The Art of Food:

From the Collections of Jordan D. Schnitzer and His Family Foundation
August 20, 2024 – March 8, 2025

Exhibition

In its most everyday sense, food is a physical necessity, yet its overall significance goes far beyond sustenance. Food is integral to our communities, relationships, cultures, and languages. People interact with food on varying levels. Some of us grow or gather it; more of us buy it. We transform it by cutting, cooking, and dressing it with spices, marinades, and garnishes. We use food as an intermediary to connect with others through holiday meals, business lunches, dates, and more.

Our food choices also carry ethical implications. What we eat affects and is affected by an intricate global food chain. We fight over food. We deny food to some as a tool of suppression and cultural erasure. We fear for our health, the challenge of feeding a growing global population, and the effects of climate change on food production. These topics are especially relevant at WSU Pullman, a land-grant university with research and scholarship rooted in agriculture and food sciences.

Featuring more than 100 works in a variety of media from the renowned collections of Jordan D. Schnitzer and his Family Foundation, The Art of Food showcases how some of the most prominent artists of the twentieth and twenty-first centuries have considered this universal subject. Organized thematically, it uses an artistic lens to examine the subject of food beyond its purpose as body fuel.

Presented by the Jordan Schnitzer Museum of Art WSU and curated by Olivia Miller at the University of Arizona Museum of Art. Funding for this exhibition is provided by the David G. Pollart Center for Arts and Humanities, the Samuel H. and Patricia W. Smith Endowment, and friends of the museum.

Location

The Jordan Schnitzer Museum of Art WSU is located in the Crimson Cube (on Wilson Road across from Martin Stadium and the CUB) on the WSU Pullman campus.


DESCRIPTION OF THE TASK: Copy each line below as it stands, but skip any picture it contains.

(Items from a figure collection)
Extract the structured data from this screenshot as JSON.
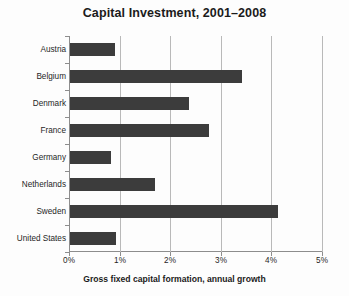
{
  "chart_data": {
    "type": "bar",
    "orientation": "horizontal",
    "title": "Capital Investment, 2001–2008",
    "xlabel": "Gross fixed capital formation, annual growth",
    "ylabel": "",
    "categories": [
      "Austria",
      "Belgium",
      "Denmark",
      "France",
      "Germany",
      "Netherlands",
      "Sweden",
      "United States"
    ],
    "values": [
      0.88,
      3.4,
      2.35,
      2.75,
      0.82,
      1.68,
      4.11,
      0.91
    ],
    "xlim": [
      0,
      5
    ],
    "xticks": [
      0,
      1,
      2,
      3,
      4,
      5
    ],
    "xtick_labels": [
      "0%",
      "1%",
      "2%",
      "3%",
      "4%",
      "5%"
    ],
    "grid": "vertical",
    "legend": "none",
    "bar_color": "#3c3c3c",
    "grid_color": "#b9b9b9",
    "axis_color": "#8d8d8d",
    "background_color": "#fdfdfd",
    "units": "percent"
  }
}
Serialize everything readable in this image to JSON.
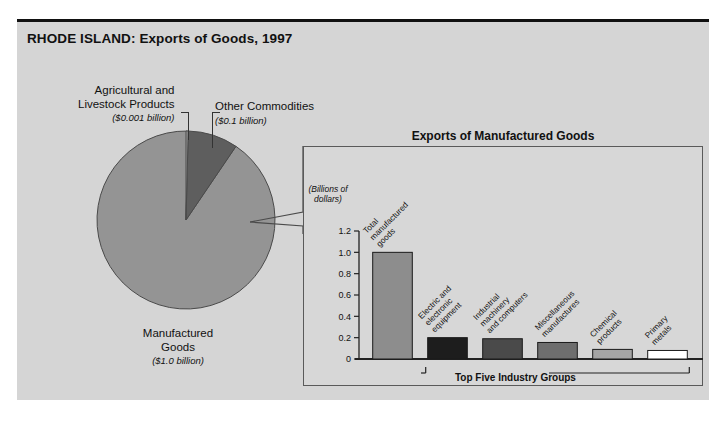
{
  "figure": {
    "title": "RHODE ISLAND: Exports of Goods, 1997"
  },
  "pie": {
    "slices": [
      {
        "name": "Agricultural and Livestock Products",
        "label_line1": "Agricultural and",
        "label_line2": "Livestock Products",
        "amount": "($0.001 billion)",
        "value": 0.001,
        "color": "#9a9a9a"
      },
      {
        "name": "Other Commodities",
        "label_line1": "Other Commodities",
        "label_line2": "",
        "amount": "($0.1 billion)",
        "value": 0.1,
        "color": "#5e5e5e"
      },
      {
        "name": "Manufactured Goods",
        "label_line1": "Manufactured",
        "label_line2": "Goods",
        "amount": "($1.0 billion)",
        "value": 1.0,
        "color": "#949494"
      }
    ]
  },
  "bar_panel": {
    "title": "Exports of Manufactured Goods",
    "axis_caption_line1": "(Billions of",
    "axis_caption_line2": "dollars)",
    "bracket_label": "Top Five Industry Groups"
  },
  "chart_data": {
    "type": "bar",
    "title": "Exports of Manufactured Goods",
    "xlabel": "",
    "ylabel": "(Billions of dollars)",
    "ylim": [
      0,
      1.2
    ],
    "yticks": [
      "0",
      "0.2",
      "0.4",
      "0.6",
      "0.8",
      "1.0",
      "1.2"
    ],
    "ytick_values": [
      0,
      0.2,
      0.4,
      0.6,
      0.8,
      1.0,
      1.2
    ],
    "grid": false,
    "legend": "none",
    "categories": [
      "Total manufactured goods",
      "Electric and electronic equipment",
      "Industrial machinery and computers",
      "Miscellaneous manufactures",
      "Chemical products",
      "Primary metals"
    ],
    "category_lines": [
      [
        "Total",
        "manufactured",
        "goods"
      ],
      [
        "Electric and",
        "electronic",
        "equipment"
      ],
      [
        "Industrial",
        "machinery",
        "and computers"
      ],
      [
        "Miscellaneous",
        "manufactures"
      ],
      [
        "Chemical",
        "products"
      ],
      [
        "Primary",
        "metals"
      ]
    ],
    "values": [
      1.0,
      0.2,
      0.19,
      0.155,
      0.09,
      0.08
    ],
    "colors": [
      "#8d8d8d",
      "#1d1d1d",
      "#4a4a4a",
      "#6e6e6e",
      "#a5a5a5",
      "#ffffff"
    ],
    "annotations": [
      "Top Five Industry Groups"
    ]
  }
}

TASK RESPONSE:
Extract the structured data from this screenshot as JSON.
{
  "chart_data": {
    "type": "bar",
    "orientation": "horizontal",
    "title": "Capital Investment, 2001–2008",
    "xlabel": "Gross fixed capital formation, annual growth",
    "ylabel": "",
    "categories": [
      "Austria",
      "Belgium",
      "Denmark",
      "France",
      "Germany",
      "Netherlands",
      "Sweden",
      "United States"
    ],
    "values": [
      0.88,
      3.4,
      2.35,
      2.75,
      0.82,
      1.68,
      4.11,
      0.91
    ],
    "xlim": [
      0,
      5
    ],
    "xticks": [
      0,
      1,
      2,
      3,
      4,
      5
    ],
    "xtick_labels": [
      "0%",
      "1%",
      "2%",
      "3%",
      "4%",
      "5%"
    ],
    "grid": "vertical",
    "legend": "none",
    "bar_color": "#3c3c3c",
    "grid_color": "#b9b9b9",
    "axis_color": "#8d8d8d",
    "background_color": "#fdfdfd",
    "units": "percent"
  }
}
Serialize everything readable in this image to JSON.
{
  "figure": {
    "title": "RHODE ISLAND: Exports of Goods, 1997"
  },
  "pie": {
    "slices": [
      {
        "name": "Agricultural and Livestock Products",
        "label_line1": "Agricultural and",
        "label_line2": "Livestock Products",
        "amount": "($0.001 billion)",
        "value": 0.001,
        "color": "#9a9a9a"
      },
      {
        "name": "Other Commodities",
        "label_line1": "Other Commodities",
        "label_line2": "",
        "amount": "($0.1 billion)",
        "value": 0.1,
        "color": "#5e5e5e"
      },
      {
        "name": "Manufactured Goods",
        "label_line1": "Manufactured",
        "label_line2": "Goods",
        "amount": "($1.0 billion)",
        "value": 1.0,
        "color": "#949494"
      }
    ]
  },
  "bar_panel": {
    "title": "Exports of Manufactured Goods",
    "axis_caption_line1": "(Billions of",
    "axis_caption_line2": "dollars)",
    "bracket_label": "Top Five Industry Groups"
  },
  "chart_data": {
    "type": "bar",
    "title": "Exports of Manufactured Goods",
    "xlabel": "",
    "ylabel": "(Billions of dollars)",
    "ylim": [
      0,
      1.2
    ],
    "yticks": [
      "0",
      "0.2",
      "0.4",
      "0.6",
      "0.8",
      "1.0",
      "1.2"
    ],
    "ytick_values": [
      0,
      0.2,
      0.4,
      0.6,
      0.8,
      1.0,
      1.2
    ],
    "grid": false,
    "legend": "none",
    "categories": [
      "Total manufactured goods",
      "Electric and electronic equipment",
      "Industrial machinery and computers",
      "Miscellaneous manufactures",
      "Chemical products",
      "Primary metals"
    ],
    "category_lines": [
      [
        "Total",
        "manufactured",
        "goods"
      ],
      [
        "Electric and",
        "electronic",
        "equipment"
      ],
      [
        "Industrial",
        "machinery",
        "and computers"
      ],
      [
        "Miscellaneous",
        "manufactures"
      ],
      [
        "Chemical",
        "products"
      ],
      [
        "Primary",
        "metals"
      ]
    ],
    "values": [
      1.0,
      0.2,
      0.19,
      0.155,
      0.09,
      0.08
    ],
    "colors": [
      "#8d8d8d",
      "#1d1d1d",
      "#4a4a4a",
      "#6e6e6e",
      "#a5a5a5",
      "#ffffff"
    ],
    "annotations": [
      "Top Five Industry Groups"
    ]
  }
}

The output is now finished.